Breaking

Nov 21, 2021 2 mins, 26 secs
“King Richard” star Aunjanue Ellis explains what it took for Oracene Price, mother of Serena and Venus Williams, to manifest history for her girls.

I start describing the trope, and actress Aunjanue Ellis starts to give herself whiplash.

We’re speaking in Georgia at the SCAD Savannah Film Festival, where Ellis is being presented with the Outstanding Achievement in Cinema Award for her performance in the new film King Richard.

This is a film starring Will Smith as the domineering and controversial father of Venus and Serena Williams, the man whose unconventional coaching methods and unflappable conviction that his daughters would make history warrants, well, a film that stars Will Smith.

But the King has his Queen, and the remarkable thing about the film and Ellis’ performance is the insistence that she also has her crown.

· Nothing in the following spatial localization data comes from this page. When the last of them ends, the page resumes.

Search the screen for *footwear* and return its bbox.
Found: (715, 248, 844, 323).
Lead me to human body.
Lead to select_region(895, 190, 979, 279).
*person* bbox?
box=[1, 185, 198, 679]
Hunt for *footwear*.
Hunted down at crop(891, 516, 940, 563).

Williams,” Ellis says about Oracene Price, the mother of the Williams sisters, who she plays in King Richard.

(L-R): Saniyya Sidney (Venus Williams), Demi Singleton (Serena Williams) and Aunjanue Ellis (Oracene Price) in King Richard.

But with the Will Smith conversation of it all threatening to drown out all other talk, it’s a testament to the work that people—often just as loudly—are talking about Aunjanue Ellis.

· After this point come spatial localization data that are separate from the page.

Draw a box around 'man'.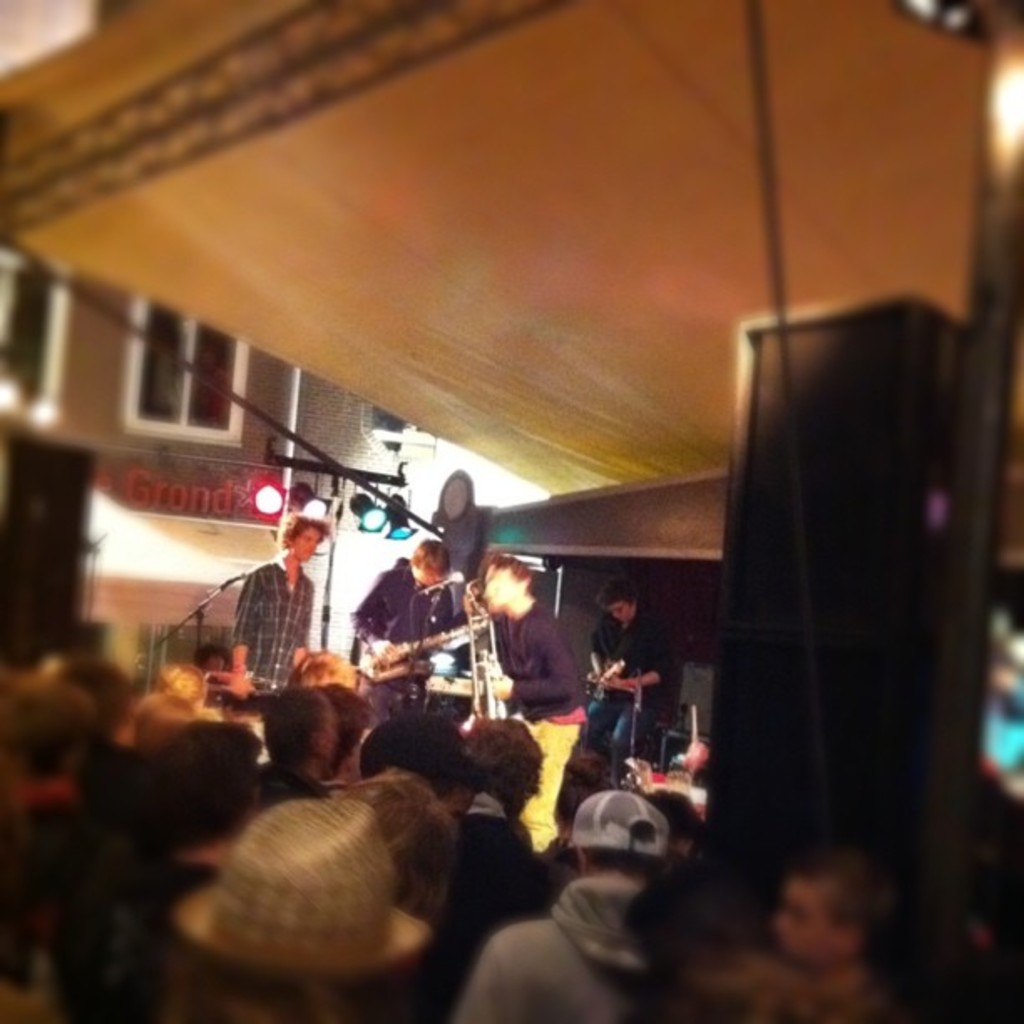
select_region(224, 512, 328, 696).
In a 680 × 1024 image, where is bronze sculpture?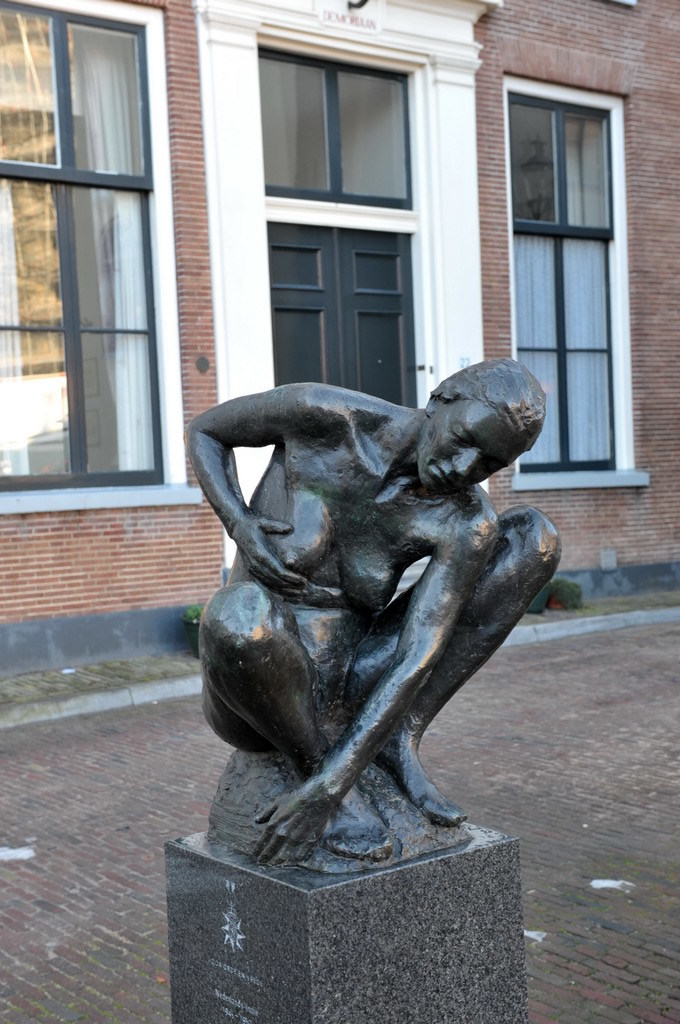
l=178, t=353, r=563, b=873.
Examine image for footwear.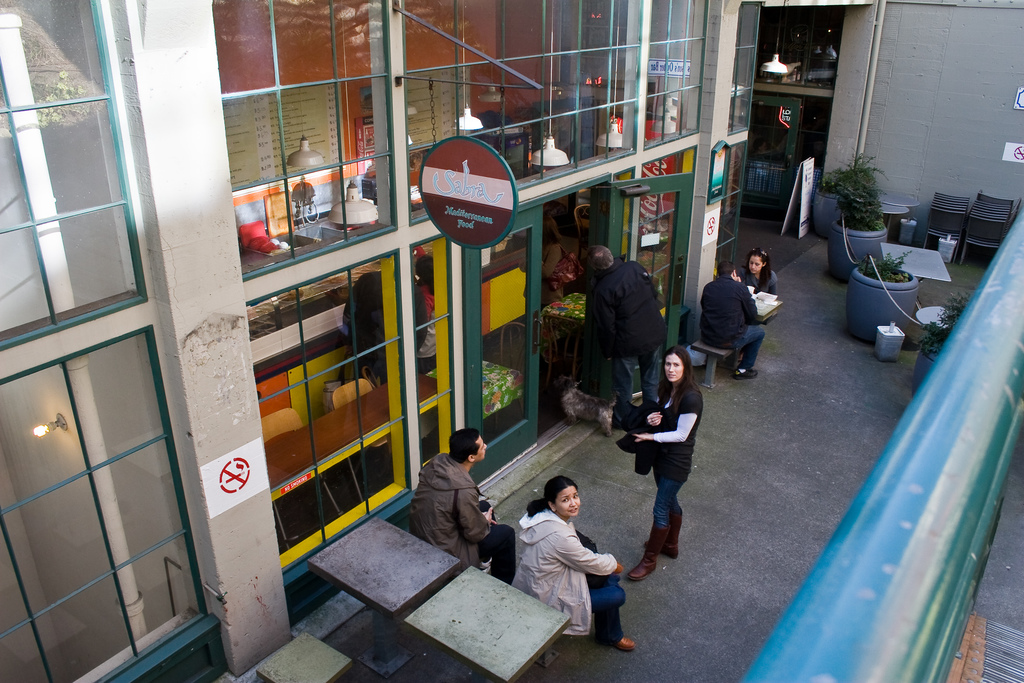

Filmmakers Reinaldo Marcus Green, who directed King Richard, and Zach Baylin, who wrote it, had conducted extensive interviews with Oracene Price prior to the movie going into production.

Oracene was the builder of that dream,” Ellis says.

(It’s Oracene, as we see in the film, who helps Venus and Serena perfect their assassin serves.) “I was like, y’all don’t want somebody else to do this?” Ellis remembers, searching for a body double.

It was also Oracene who helped prepare Venus and Serena for what it was going to mean to be Black women in the public eye.

“I could never repay them for the joy they brought into my life,” she says about Venus and Serena.

“I’m all over the place and open with my feelings,” Ellis says.

Venus and Serena joined as producers after seeing the film, and have been an integral part of a promotional tour that centers a message of what it took—the audacity and the struggle—for a Black man from Compton to manifest the power that was always within the Black women he surrounded himself with, but which society refused to see.

Serena, mother Oracene and Venus Williams pose for the media during the Lipton Championships on March 20, 1999, in Key Biscayne, Florida.

Ellis is playing Oracene at a time when Venus and Serena were young girls, before they became superstars in the public eye.

Of course, the actress is a fan, though Ellis confesses that she gets so stressed out when either sister plays—she so desperately wants them to win—that she can only watch replays of matches once she knows the outcome.

But they are so much more than that,” Ellis says

RECENT NEWS

SUBSCRIBE

Get monthly updates and free resources.